Using ethnographic and historical approaches, this article examines unplanned, peri-urban settlements on Dar es Salaam's northern and western fringe, where urban farming is central to many residents’ household economy. Contrasting with conventional models of African urban migration, these new districts were established by a vanguard of educated urban professionals, utilizing farming as an economic diversification strategy. Despite disjunctures arising through decolonization and implementation of state socialism in the 1960s and 1970s, this peri-urban vanguard not only engaged in agricultural activities reminiscent of regions on the borderlands of Tanzania, but also contributed to the reproduction of configurations of socio-economic inequality characteristic of other kinds of urban communities. With critical infrastructural improvements and a pool of urban labourers supporting their endeavours, these districts attracted additional, economically influential urban in-migrants following capitalist reforms following the implementation of the Zanzibar Declaration in 1991.
This article examines the precolonial history of the region surrounding Dar es Salaam, Tanzania, through oral traditions and memories about the Shomvi people, who lived in the seventeenth through nineteenth centuries.
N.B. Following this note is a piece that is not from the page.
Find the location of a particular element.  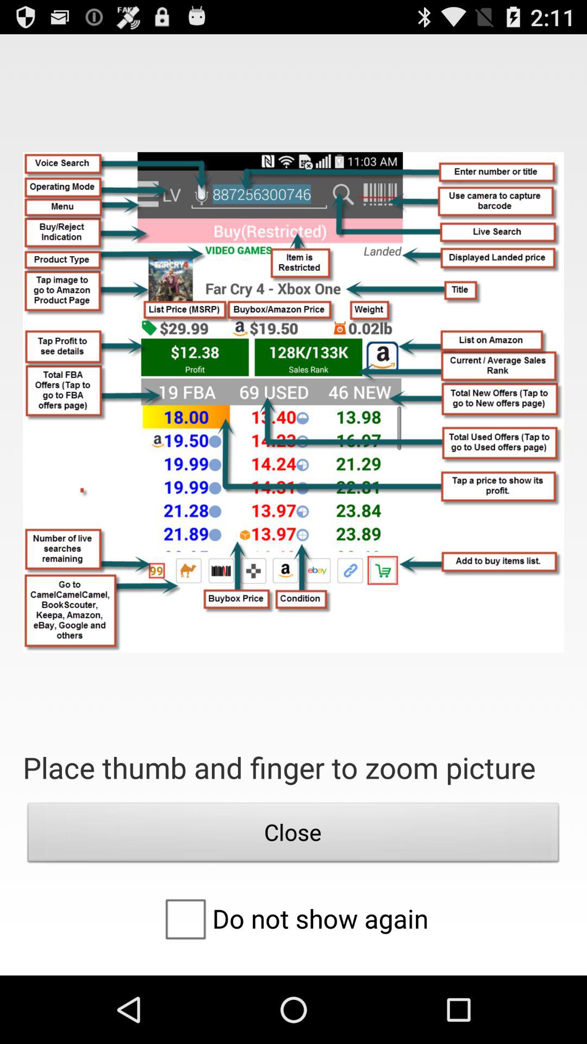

Elite members of Shomvi settlements claimed “foreign” origins in the Middle East, Yemen, and Persia and viewed themselves as highly mobile, continually “founding” settlements throughout the region and moving back and forth between them. Traditions also suggest that the growth, maintenance, and reproduction of coastal communities were premised on a conceptual bifurcation of the community into the foreign and highly mobile Shomvi elite and others claiming to be “indigenous” residents of the region, who drew privilege and prestige from their role as first peoples and hosts to the Shomvi. A discussion of precolonial traditions and memories of the region supports what more and more scholars are recognizing: discourse concerning “globalization” and “indigenous” peoples, usually thought to be characteristic of the post-colonial period, may have had analogues that antecede the penetration of industrial capitalism and the entrenchment of European colonialism.
Today, a majority of citizens of Dar es Salaam, Tanzania, participate in suburban and exurban growth and development much like urbanites throughout the world. Unlike the garden suburbs of North America or Europe, Dar es Salaam's suburban residents often engage in multiple income-generating activities, the most common and conspicuous of which are cultivation and animal husbandry. The presence of urban farming has suggested that Dar es Salaam's residents represent peasants incrementally transitioning to urban life. This article however, contends that everything from the varieties of cultivation, access to land and water, to the definition of what it means to be a farmer is shaped by decentralised private interests controlling access to land and resources in suburban neighbourhoods. The varieties of cultivation and animal husbandry instead reflect socioeconomic class distinctions emerging from a new suburban political economy, enabling a clearer perspective on the prospects of cultivators as these suburban districts transform.
This article describes and attempts to analyze an incident in which the author, an anthropologist conducting research on the Solar New Year's festival in Zanzibar, is suddenly and without warning ordered out of the country. Like all human beings meaningfully engaged with others, practicing anthropologists are politically positioned within the local and global contexts in which they live and work. But the consequences of such positioning, whether intentional or not, can be most keenly experienced in the context of polarizing political situations. And such situations can substantially influence the collaborative process that shapes an anthropologist's persona in the field. Linking personal narrative, Bourdieu's theory of habitus, and postcolonial studies, the author suggests that the events described and his response to them, which followed an election crisis in 1995, have important implications for anthropologists conducting fieldwork in the postcolonial milieu.